Quantcast

U.S. Supreme Court upholds Virginia’s redrawn House of Delegates districts

Jeremy M. Lazarus | 6/21/2019, 6 a.m.
Virginia voters and candidates now can have full confidence in the boundaries of the redrawn House of Delegate districts ahead ...

Virginia voters and candidates now can have full confidence in the boundaries of the redrawn House of Delegate districts ahead of the Nov. 5 general election to fill the 100 seats.

In a 5-4 decision Monday, the U.S. Supreme Court upheld the House district boundary lines that a lower court had redrawn earlier this year to eliminate the illegal packing of African-American voters into 11 districts, reducing their influence in adjacent districts.

The revised district map was used in the June 11 primary elections to choose candidates in 17 House districts.

The high court’s decision will keep the map intact until district lines are redrawn in 2021 following the U.S. Census next year.

The court’s majority included conservative Justice Clarence Thomas, the high court’s lone African-American, in dismissing a challenge to the redrawn map mounted by the Virginia House’s Republican majority. The GOP appealed the lower court’s decision out of concern Republicans could lose seats in the House if the revised map is used.

photo

Justice Thomas

The high court’s decision drew cheers from Virginia Attorney General Mark R. Herring, who refused to challenge the court decision. Mr. Herring, along with the federal government and the House Democratic Caucus, had urged the Supreme Court to throw out the Republican lawsuit.

“This is a win for voting rights and civil rights in our commonwealth,” Northern Virginia Delegates Eileen Filler-Corn, the House Democratic leader, and Charniele Herring, House Caucus chair, stated in a joint release.

Republican House Speaker Kirk Cox of Colonial Heights expressed disappointment that the dismissal would prevent the House’s case from being heard on the merits.

photo

Justice Ginsburg

Justice Ruth Bader Ginsburg, writing for the majority, stated that the Virginia House of Delegates lacked authority to represent the state or the General Assembly’s interest and had not suffered the kind of specific injury needed to mount its own challenge.

She stated that a single house of a bicameral legislature that also includes a state senate cannot in general pretend to speak for the state, and even more so in this case.

“The House has not identified any legal basis for its claimed authority to litigate on the state’s behalf,” Justice Ginsburg wrote, noting that under Virginia law, “authority and responsibility for representing the state’s interests in civil litigation rest exclusively with the state’s attorney general,” currently Mr. Herring, a Democrat.

Justice Ginsburg also stated that the House could not argue that the change in the redistricting map created the kind of harms that would allow a challenge.

“The House as an institution has no … interest in the identity of its members,” and thus suffers no injury from the imposition of a redistricting plan that “may affect the membership of the chamber,” she wrote.

“Instead, it is a representative body composed of members chosen by the people. Changes to its membership brought about by the voting public cannot be considered an injury to the body or to the legislation it might enact,” she continued.

Also joining Justice Ginsburg in the majority opinion were Justices Neil Gorsuch, Elena Kagan and Sonia Sotomayor.

The four dissenters who found the House had suffered sufficient injury to pursue a challenge were Justices Samuel A. Alito Jr., who wrote the minority opinion, Stephen G. Breyer, and Brett M. Kavanaugh and Chief Justice John G. Roberts Jr.

In a separate decision, the court also rejected a private company’s effort to overturn Virginia’s ban on mining for uranium, most notably in rural Pittsylvania County.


▶ **THE PROBLEM**: As the answer, give every line of the records that includes the word "swatch".

▶ **LISTED ENTRIES**:
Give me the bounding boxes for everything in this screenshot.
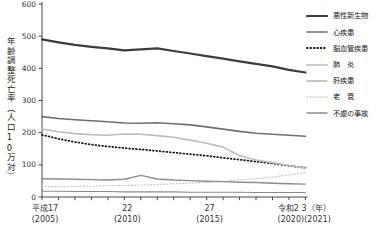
legend-item: 老 衰 — [306, 89, 388, 105]
legend-label: 悪性新生物 — [333, 12, 368, 19]
x-tick-label-era: 令和2 3（年） — [278, 203, 331, 213]
y-tick-label: 400 — [22, 64, 37, 73]
legend-item: 肝疾患 — [306, 73, 388, 89]
y-tick-label: 0 — [31, 193, 36, 202]
x-tick-label-era: 平成17 — [32, 203, 58, 213]
legend-line-swatch — [306, 45, 328, 51]
legend-item: 脳血管疾患 — [306, 40, 388, 56]
legend-item: 悪性新生物 — [306, 8, 388, 24]
x-tick-label-western: (2010) — [114, 215, 141, 224]
x-tick-label-western: (2015) — [196, 215, 223, 224]
legend-item: 不慮の事故 — [306, 105, 388, 121]
x-tick-label-era: 22 — [122, 204, 132, 213]
x-tick-label-western: (2005) — [32, 215, 59, 224]
legend-item: 肺 炎 — [306, 57, 388, 73]
legend-label: 脳血管疾患 — [333, 45, 368, 52]
legend-item: 心疾患 — [306, 24, 388, 40]
y-tick-label: 600 — [22, 0, 37, 9]
legend: 悪性新生物心疾患脳血管疾患肺 炎肝疾患老 衰不慮の事故 — [306, 8, 388, 121]
legend-line-swatch — [306, 62, 328, 68]
legend-line-swatch — [306, 29, 328, 35]
legend-label: 老 衰 — [333, 93, 354, 100]
x-tick-label-era: 27 — [205, 204, 215, 213]
legend-label: 心疾患 — [333, 29, 354, 36]
series-line — [42, 191, 305, 192]
series-line — [42, 135, 305, 168]
y-tick-label: 500 — [22, 32, 37, 41]
series-line — [42, 39, 305, 72]
mortality-rate-chart-figure: 年齢調整死亡率（人口10万対） 0100200300400500600平成17(… — [0, 0, 389, 237]
series-line — [42, 129, 305, 168]
legend-label: 不慮の事故 — [333, 110, 368, 117]
legend-label: 肺 炎 — [333, 61, 354, 68]
y-tick-label: 300 — [22, 96, 37, 105]
legend-line-swatch — [306, 13, 328, 19]
y-tick-label: 100 — [22, 160, 37, 169]
x-tick-label-western: (2020)(2021) — [278, 215, 331, 224]
legend-line-swatch — [306, 94, 328, 100]
legend-label: 肝疾患 — [333, 77, 354, 84]
legend-line-swatch — [306, 78, 328, 84]
y-tick-label: 200 — [22, 128, 37, 137]
series-line — [42, 175, 305, 184]
legend-line-swatch — [306, 110, 328, 116]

▶ **RESULT FOR THIS EXERCISE**:
legend-line-swatch — [306, 45, 328, 51]
legend-line-swatch — [306, 62, 328, 68]
legend-line-swatch — [306, 29, 328, 35]
legend-line-swatch — [306, 13, 328, 19]
legend-line-swatch — [306, 94, 328, 100]
legend-line-swatch — [306, 78, 328, 84]
legend-line-swatch — [306, 110, 328, 116]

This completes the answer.